Thanks to everyone who provided feedback on my previous essay, feedback that inspired this current piece. Including but not limited to Shahram Seyedin-Noor, Patrick Collison, Eryney Maroggi, Willy Chertman.
And thanks to Roots of Progress Fellowship for enabling me to write the current piece.
I think there is yet another reason why biologists are more optimistic than the average person: there is a growing feeling in the biotechnology community that we are finally reaping rewards of decades long efforts that had previously not yielded that much and that we are standing on the cusp of what Elliot Hershberg calls “the century of biology.” As an example, the idea of harnessing the immune system to fight cancer can be traced back to a century ago, but we have only been able to successfully do it in the last two decades. There is also hope that various technologies that are now coming of age will be able to function as part of positive feedback loops.
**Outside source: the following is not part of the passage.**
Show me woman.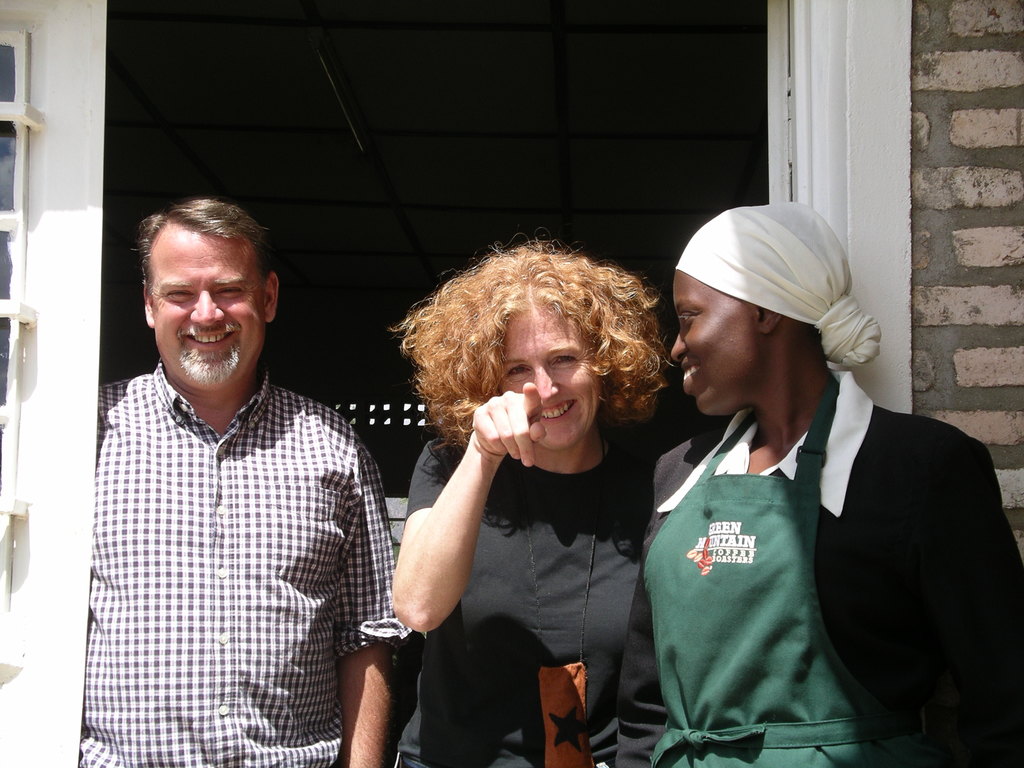
woman is here: <box>374,241,696,759</box>.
The extent to which these will have an impact in the clinic remains to be seen in the coming decades.
It’s an interesting question in itself to quantify how much investing money on research in a specific disease leads to advances in that specific domain – I suspect the two are less correlated than one might expect. As far as I am aware this has not been formally studied (it’s one of the unanswered questions highlighted by Alex Telford in his blog.)
I think people have a hard time understanding what a wall aging is. My favourite aging fact is that if you live to be 100, your odds of reaching 110 are ~0.1% - 0.2%. Once you hit about 105, it becomes more likely than not that you will die within the year. Very few things are distributed like this. The biggest <item> is often a lot bigger than the second biggest <item>. Most cars die after about 15 years but the occasional car makes it for 50 years. But the longest lived person on earth only lived 1.5x the average developed world lifespan.
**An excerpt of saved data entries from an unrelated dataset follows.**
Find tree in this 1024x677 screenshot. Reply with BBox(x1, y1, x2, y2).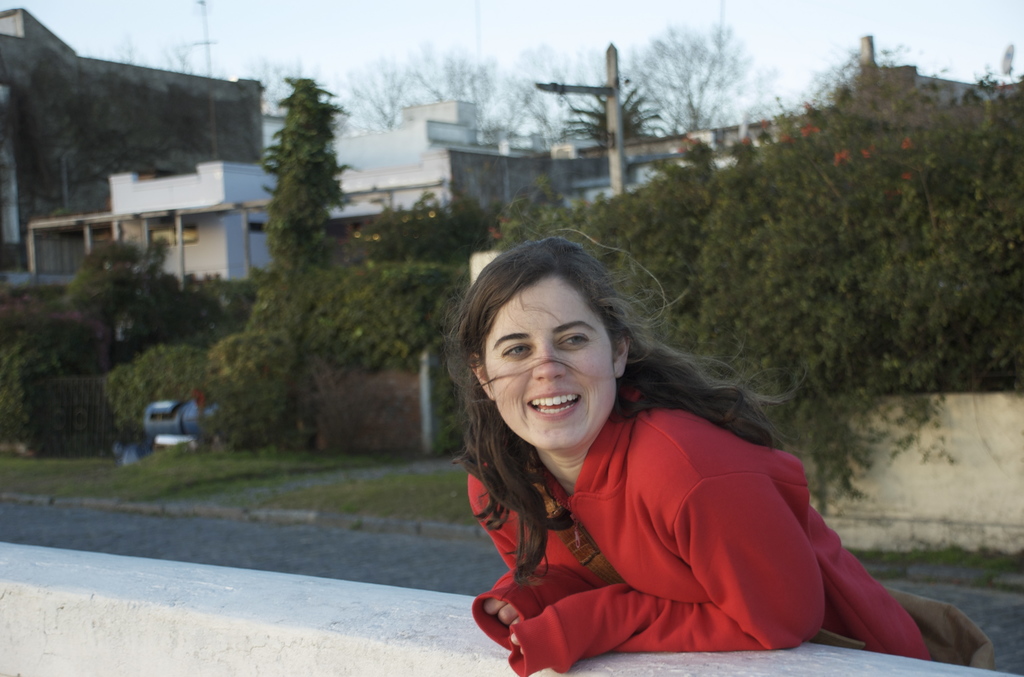
BBox(260, 76, 372, 270).
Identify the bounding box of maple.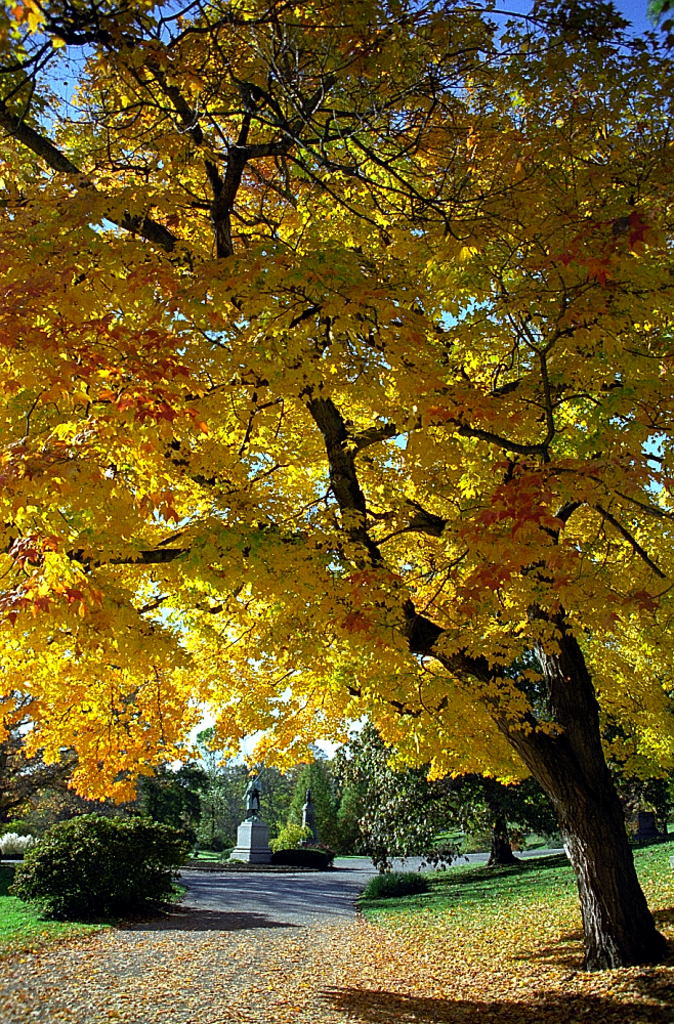
l=0, t=0, r=673, b=971.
On the one hand this makes me appreciate the importance of understanding aging, on the other hand that field has a reputation as something of a train wreck. When I started graduate school, Situins were all the rage. Then that totally fizzled, not in a "failed to deliver" sense but in an "all of it was completely wrong sense." Failures of entire paradigms like that are more something I associate with sociology rather than biology. Then we went through a telomere length craze, where the length of your telomeres was supposed to indicate how much you had aged. The "epigenetic clocks" people talk about now undoubtedly have some validity but I'm not sure they will really explain aging so much as reflect it. Furthermore, all of these crazes seem to attract lots of inaccurate popular press, crooked supplement companies, etc. I wish we didn't suck at something this important. Perhaps it's just that there is nonsense in every field, but aging hasn't had enough real breakthroughs to drown out the nonsense.
I haven't done enough research on this issue to make any meaningful argument, but if the mechanics described by Scott Alexander in this absolute horror piece are common; I can't imagine how many basic and intuitive studies have gone unrealized for purely bureaucratic reasons, and what the repercussions have been for medical progress generally.
https://slatestarcodex.com/2017/08/29/my-irb-nightmare/
It's to prolonged and maddening to describe so I'll just leave the link.